Our first job after having a cup of tea and some buns for breakfast was to catch a bus down to the ferry dock to try and buy tickets for the upriver ferry to Wuzhou.
When we got off the bus down at the dock, a young woman asked us in good English if we needed a helping hand to buy the tickets. She helped us get the tickets and then we all went for some tea at a sidewalk store. She told us her name was Pearly – in the endearing way that the Chinese have of taking English names – and that she was a third-year student of English. We arranged to meet her this evening and she will show us around.
Back of the Shaomin Island part of town, we spent an hour or so in the fascinating Chingping Market where row upon row of animals, fish, reptiles and plants were for sale: skinned dogs, cats, birds and small mammals, fish with their hearts still beating as they were filleted, cats in cages awaiting purchase and death, buckets of toads, baskets of eels, tanks of fish, dried snakes coiled and basketed, deer velvet hanging amongst dried bats, rat’s tails, dried fruit, and everywhere a bustle of people and an avalanche of smells.
At 2 p.m. we met Pearly and she showed us around Central Park, where there was a museum of sea creatures most of them in a shabby state, and an exhibition of paintings done by disabled artists. A traditional Chinese play was being performed, an ear-assaulting cacophony of screechy vocals and twanging instruments. Back over at the White Swan, we ate in a cheap cafe then sat outside and talked.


Work required: Wherever a line in the records contains the word "each", return that line.

Segment Start: Material provided

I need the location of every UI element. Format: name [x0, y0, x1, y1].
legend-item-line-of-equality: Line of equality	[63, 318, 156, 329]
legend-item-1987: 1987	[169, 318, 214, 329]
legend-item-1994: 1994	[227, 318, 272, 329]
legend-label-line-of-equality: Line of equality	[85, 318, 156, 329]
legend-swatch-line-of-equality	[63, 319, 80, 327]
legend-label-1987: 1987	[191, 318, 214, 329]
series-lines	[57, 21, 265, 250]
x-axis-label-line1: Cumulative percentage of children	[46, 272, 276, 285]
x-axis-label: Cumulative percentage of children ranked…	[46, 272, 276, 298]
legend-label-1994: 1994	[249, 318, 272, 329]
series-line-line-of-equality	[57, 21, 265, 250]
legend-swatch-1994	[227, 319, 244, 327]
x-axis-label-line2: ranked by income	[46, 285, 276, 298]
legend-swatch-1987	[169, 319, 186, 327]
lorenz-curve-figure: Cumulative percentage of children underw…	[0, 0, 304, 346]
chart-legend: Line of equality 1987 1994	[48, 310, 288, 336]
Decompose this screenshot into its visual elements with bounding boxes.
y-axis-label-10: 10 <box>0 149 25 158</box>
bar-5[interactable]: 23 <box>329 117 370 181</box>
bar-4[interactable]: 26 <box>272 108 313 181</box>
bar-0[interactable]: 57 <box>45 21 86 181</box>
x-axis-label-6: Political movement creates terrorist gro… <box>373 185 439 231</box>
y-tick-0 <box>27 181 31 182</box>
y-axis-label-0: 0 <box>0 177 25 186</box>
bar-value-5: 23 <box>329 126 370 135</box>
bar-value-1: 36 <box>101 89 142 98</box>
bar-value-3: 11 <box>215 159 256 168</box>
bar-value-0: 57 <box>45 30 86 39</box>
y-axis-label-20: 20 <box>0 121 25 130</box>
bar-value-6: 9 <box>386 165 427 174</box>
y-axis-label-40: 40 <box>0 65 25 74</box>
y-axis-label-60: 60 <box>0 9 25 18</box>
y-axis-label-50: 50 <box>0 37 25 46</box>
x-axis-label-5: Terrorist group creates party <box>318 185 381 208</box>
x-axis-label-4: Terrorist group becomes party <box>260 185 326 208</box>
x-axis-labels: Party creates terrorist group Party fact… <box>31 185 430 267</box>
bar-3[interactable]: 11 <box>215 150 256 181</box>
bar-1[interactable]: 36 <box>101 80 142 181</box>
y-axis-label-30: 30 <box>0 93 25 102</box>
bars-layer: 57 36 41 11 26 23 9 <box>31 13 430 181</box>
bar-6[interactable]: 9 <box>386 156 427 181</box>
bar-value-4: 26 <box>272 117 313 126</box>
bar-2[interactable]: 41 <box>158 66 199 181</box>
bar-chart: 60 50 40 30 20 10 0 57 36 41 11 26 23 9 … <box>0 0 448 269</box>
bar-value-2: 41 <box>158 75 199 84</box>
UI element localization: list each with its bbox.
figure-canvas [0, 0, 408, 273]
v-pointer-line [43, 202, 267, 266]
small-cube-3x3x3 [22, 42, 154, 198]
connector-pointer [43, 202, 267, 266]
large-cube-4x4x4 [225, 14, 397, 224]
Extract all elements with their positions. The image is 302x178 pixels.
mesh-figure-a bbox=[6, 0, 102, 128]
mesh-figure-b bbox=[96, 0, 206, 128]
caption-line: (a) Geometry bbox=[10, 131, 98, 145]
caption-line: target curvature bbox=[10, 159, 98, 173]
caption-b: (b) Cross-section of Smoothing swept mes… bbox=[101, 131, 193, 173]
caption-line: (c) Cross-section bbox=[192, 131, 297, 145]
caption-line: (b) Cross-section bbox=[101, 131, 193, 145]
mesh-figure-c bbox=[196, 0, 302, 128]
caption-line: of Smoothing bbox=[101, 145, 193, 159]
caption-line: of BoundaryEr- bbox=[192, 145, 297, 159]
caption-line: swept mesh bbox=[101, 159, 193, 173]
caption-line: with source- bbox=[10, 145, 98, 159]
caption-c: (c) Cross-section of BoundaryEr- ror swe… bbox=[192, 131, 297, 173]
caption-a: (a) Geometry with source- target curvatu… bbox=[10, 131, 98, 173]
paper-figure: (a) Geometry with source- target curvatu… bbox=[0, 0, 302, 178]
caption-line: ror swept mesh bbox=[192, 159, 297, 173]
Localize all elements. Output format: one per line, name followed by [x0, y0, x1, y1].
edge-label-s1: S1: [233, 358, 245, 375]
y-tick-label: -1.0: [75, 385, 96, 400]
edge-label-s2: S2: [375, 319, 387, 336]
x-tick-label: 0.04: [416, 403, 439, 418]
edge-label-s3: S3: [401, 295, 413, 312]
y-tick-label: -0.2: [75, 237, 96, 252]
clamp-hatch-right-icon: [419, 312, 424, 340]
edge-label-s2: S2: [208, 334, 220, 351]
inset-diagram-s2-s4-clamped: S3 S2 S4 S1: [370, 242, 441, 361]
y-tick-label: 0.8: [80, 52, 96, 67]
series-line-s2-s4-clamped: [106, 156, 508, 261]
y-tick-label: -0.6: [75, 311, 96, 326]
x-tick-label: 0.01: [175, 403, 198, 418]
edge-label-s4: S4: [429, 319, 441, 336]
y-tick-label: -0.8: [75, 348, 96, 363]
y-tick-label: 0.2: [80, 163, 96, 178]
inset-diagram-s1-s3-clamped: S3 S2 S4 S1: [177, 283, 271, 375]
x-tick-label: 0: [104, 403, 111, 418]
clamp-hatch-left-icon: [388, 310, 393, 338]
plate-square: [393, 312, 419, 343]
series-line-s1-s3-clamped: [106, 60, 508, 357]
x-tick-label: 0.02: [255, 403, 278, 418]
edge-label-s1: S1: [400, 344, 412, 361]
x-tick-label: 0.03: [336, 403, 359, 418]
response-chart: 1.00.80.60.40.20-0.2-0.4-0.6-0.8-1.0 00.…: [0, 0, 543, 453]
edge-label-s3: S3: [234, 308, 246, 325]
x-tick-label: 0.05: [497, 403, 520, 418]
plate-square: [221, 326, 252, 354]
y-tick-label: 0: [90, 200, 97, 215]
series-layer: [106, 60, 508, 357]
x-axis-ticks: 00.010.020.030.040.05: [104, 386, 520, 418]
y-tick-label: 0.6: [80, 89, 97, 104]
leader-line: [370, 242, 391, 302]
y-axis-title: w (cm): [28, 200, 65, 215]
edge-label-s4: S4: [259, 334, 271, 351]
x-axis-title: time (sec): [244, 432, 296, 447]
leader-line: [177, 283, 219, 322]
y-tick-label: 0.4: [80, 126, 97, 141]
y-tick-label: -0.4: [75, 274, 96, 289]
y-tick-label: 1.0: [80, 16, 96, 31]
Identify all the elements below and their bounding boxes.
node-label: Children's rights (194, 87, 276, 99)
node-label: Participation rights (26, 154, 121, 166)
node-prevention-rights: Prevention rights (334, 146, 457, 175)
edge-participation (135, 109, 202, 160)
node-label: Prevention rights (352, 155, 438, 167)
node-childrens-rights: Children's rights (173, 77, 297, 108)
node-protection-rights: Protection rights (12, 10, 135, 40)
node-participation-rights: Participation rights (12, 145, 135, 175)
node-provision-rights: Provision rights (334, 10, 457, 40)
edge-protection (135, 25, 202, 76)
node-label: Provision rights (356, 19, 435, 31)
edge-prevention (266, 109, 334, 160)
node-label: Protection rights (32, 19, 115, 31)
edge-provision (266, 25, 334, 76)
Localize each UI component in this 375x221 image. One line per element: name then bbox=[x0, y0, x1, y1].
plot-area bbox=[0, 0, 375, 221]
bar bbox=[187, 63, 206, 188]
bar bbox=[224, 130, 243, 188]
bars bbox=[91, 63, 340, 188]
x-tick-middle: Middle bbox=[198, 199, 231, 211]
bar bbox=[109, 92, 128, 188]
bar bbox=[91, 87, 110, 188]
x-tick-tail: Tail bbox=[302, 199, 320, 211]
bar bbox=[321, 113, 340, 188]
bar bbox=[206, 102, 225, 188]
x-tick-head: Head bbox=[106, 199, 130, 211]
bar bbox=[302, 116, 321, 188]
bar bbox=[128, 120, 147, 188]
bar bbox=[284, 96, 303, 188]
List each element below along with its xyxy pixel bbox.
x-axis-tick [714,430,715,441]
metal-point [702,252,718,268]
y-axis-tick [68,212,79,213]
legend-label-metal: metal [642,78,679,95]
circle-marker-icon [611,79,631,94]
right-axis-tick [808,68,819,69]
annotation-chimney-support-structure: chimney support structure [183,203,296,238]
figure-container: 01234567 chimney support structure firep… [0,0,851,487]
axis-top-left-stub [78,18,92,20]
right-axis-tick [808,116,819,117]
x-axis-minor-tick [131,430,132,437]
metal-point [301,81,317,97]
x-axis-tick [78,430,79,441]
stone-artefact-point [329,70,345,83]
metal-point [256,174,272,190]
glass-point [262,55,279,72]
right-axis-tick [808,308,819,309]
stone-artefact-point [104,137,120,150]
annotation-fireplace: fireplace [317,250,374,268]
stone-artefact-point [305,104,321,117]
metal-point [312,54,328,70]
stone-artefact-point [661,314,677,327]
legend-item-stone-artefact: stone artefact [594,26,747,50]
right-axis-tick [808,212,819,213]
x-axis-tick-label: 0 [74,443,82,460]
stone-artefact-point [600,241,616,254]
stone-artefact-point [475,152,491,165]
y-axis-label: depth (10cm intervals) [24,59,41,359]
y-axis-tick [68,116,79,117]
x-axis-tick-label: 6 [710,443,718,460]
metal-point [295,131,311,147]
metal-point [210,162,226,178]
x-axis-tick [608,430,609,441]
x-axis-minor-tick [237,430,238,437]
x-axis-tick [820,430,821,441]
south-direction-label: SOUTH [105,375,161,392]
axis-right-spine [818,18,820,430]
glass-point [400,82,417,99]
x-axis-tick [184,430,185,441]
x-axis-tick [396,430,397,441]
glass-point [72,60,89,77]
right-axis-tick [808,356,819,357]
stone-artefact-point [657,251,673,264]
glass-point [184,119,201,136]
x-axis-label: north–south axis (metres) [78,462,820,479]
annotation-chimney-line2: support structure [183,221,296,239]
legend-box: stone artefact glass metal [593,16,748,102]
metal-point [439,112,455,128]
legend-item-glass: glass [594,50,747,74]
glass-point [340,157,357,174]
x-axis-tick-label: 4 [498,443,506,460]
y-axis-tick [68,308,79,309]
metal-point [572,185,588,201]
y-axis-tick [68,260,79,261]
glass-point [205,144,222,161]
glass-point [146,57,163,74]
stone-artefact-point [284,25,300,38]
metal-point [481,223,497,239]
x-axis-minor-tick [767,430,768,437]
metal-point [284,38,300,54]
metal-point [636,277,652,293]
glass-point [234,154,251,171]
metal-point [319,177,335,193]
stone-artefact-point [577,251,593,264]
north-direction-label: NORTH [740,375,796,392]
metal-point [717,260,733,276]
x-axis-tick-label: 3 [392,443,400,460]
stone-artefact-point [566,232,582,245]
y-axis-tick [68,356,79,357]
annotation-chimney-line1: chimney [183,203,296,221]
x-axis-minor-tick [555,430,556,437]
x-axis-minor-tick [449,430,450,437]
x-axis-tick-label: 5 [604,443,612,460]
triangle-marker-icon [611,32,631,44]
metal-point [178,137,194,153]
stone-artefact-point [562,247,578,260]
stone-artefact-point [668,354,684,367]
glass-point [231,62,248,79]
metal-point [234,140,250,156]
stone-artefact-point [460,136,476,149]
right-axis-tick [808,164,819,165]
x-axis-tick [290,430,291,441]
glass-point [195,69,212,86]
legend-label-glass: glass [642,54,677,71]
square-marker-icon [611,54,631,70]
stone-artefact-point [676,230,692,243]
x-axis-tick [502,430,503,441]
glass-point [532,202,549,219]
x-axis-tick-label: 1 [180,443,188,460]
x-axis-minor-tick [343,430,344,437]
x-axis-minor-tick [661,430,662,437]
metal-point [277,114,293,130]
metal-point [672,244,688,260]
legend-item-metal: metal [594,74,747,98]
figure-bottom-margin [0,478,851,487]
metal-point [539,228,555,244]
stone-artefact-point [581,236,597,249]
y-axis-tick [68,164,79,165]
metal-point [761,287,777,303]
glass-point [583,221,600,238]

Segment End: Material provided

Solution:
UI element localization: list each with its bbox.
Localize each UI component in this 375x221 image. One line per element: name then bbox=[x0, y0, x1, y1].
List each element below along with its xyxy pixel bbox.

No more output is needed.